Privatized space exploration companies begin to test successfully
January 13, 2016
Multiple American companies, not operated in any way by the U.S. government, have begun to test their spacecraft regarding safe space exploration and reentry sciences. Two major companies, Blue Origin and SpaceX, have become the frontrunners in this new privatized “space race”.
In late 2015, Blue Origin’s founder Jeff Bezo announced that his company’s rocket, entitled the “New Shepard”, had successfully travelled into outer space and back without fail. The craft travelled 329,839 feet, according to CNN.com, before returning to Earth. SpaceX’s “Falcon 9” rocket module also completed a successful vertical landing, as their owner Elon Musk is trying to not only keep up with but also possibly surpass Bezo’s institution’s aspirations.
The technology in SpaceX’s rockets, however, is closer to accomplishing the lofty goals of completely orbiting a planet while Bezo’s company has devoted its attention to other areas of forwarding his rockets’ specifications.
Bezo and Musk, who own the multi-million dollar Amazon and Tesla Motor businesses respectively, are attempting to transition space travel from being an extremity that only the world’s largest governments could accomplish into an experience to be shared by more people. Both of the major companies hope to one day establish a way for ordinary people to take part in space travel for reasonable prices.
This type of commercial spaceflight truly differs from the more calculated and scientific reasons that organizations like NASA have sent astronauts to space in the past. Musk, a very vibrant personality, expects to work out the issues regarding travelling as far away as Mars within the next few decades. He is quoted as saying that “he’d like to die on Mars and preferably not on impact.” Bezo has also been advancing his work, citing his ever-progressing reusable rockets as igniting the next age of spaceflight, since modules that have been used in the past could only ever really be used once before being discarded, thus wasting millions of dollars every time a flight was attempted.
All of these advancements have left the two innovators in a neck-and-neck rivalry regarding their interplanetary ambitions. But the two have started their friendly feud much closer to home, trading garbs via such media outlets as Twitter. This fresh “space race”, very different from the political and at points even malicious “space race” that took place between the United States of America and the Soviet Union during the height of the Cold War, is sure to motivate both of the companies to advance their technologies even further with every success from the competitor.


- [ABOUT THIS TASK]
Copy out every line of the records in which "Technology" can be found.

- [Element data from apps and pages]
******

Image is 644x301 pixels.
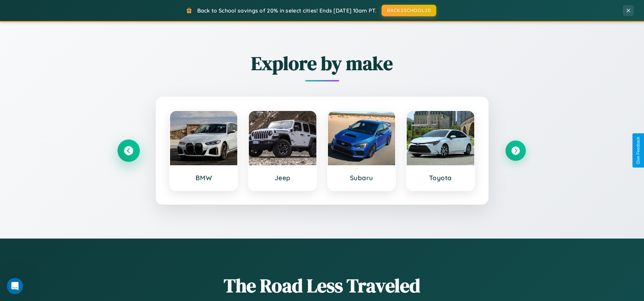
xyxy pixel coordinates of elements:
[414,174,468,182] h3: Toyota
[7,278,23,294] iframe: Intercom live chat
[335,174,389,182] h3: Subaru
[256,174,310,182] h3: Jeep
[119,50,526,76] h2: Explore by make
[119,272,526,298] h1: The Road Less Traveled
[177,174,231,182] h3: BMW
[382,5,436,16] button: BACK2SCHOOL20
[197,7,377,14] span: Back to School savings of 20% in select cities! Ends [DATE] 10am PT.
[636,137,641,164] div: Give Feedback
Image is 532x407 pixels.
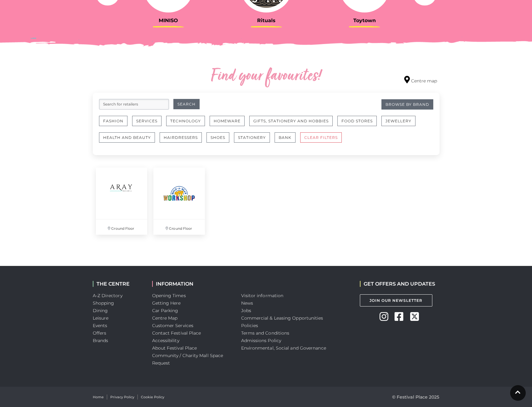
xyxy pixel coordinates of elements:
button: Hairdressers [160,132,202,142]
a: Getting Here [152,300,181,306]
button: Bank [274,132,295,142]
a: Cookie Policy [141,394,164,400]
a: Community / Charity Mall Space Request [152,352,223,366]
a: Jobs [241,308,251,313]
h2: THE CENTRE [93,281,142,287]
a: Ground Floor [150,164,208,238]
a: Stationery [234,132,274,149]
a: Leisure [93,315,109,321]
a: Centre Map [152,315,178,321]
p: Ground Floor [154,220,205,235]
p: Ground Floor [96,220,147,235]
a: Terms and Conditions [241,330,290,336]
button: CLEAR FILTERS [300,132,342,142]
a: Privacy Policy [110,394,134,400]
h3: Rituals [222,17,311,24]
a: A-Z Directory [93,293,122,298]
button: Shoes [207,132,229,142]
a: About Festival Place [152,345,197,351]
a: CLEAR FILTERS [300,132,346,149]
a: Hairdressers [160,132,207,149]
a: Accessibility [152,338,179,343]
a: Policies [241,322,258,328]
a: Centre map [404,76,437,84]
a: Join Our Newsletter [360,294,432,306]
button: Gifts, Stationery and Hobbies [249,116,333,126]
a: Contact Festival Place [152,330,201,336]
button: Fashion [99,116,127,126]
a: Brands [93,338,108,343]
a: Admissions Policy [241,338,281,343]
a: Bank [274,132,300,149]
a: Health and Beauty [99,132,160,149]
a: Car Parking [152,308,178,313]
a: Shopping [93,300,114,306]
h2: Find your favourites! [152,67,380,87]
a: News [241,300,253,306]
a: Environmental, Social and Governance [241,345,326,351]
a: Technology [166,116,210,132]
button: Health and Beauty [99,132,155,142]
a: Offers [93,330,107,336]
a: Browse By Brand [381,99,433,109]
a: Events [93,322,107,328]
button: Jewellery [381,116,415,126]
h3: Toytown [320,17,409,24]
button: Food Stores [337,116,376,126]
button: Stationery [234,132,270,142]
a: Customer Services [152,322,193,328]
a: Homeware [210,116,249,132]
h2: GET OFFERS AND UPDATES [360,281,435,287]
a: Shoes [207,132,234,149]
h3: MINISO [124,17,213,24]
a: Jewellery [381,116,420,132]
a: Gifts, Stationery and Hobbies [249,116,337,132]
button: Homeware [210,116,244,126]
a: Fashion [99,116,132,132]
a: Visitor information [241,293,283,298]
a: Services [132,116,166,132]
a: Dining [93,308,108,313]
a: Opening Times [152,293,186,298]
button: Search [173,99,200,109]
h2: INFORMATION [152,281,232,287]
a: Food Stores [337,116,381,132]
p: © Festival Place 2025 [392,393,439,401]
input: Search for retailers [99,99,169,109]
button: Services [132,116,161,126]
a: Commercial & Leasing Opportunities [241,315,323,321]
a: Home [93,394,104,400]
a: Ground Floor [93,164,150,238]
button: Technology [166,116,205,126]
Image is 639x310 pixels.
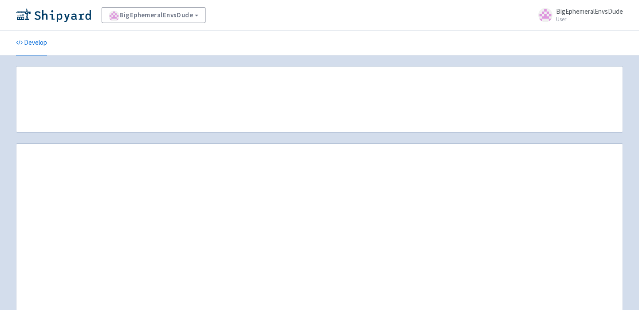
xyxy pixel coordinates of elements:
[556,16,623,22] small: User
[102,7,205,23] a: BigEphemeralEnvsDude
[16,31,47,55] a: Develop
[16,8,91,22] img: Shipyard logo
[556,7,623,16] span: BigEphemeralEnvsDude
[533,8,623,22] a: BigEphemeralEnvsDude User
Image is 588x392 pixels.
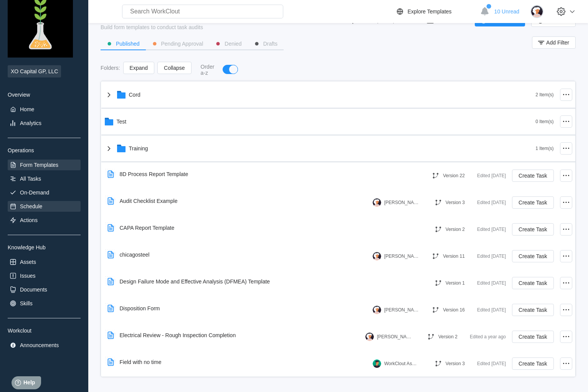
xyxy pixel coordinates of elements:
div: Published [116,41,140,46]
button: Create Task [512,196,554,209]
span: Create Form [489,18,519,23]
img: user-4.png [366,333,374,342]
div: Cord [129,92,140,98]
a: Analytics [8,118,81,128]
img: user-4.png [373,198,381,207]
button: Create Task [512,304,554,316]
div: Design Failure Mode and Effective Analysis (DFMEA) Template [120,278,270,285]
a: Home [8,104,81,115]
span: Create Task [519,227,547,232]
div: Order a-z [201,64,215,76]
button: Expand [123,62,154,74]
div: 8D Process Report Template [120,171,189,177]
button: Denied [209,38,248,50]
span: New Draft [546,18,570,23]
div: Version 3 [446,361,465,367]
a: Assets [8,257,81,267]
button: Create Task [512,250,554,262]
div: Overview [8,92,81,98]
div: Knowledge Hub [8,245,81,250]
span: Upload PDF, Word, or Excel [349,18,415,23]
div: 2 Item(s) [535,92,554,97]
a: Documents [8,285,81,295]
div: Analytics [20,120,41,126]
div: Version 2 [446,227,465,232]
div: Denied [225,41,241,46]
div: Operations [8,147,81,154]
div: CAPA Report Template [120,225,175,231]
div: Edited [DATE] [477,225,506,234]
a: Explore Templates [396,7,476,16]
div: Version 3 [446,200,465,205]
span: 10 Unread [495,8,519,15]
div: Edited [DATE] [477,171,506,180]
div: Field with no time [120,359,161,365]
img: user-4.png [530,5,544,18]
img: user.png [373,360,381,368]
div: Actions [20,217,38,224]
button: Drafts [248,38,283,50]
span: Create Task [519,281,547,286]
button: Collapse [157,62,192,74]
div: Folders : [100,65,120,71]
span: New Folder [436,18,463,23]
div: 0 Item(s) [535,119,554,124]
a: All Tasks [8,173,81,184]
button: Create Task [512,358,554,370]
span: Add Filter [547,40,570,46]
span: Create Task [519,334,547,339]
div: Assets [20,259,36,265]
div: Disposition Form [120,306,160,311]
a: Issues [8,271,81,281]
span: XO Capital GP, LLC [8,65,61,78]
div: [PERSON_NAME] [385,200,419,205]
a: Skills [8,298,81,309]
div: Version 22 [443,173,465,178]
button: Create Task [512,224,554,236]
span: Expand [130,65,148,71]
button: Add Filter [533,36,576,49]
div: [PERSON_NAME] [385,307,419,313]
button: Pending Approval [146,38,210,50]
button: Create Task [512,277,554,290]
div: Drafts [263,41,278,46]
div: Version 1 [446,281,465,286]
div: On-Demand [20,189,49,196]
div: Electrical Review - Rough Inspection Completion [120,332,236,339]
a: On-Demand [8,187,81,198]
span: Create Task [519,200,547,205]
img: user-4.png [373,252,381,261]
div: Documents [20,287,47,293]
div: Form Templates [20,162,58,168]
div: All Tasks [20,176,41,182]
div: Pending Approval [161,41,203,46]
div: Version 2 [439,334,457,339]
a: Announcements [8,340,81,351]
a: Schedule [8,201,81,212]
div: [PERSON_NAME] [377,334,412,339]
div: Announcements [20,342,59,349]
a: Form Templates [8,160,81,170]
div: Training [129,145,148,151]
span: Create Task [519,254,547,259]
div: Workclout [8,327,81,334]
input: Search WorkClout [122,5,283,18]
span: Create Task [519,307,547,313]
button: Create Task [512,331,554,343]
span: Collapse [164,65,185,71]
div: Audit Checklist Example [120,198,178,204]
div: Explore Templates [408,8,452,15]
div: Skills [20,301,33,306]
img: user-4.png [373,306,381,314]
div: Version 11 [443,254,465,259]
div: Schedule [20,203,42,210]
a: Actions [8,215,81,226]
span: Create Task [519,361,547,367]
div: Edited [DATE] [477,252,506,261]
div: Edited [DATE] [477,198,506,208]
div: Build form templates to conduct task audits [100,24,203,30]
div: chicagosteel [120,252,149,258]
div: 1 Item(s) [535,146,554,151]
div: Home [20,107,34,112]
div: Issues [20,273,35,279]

******

- [YOUR RESPONSE]
a: Technology [166,116,210,132]
button: Technology [166,116,205,126]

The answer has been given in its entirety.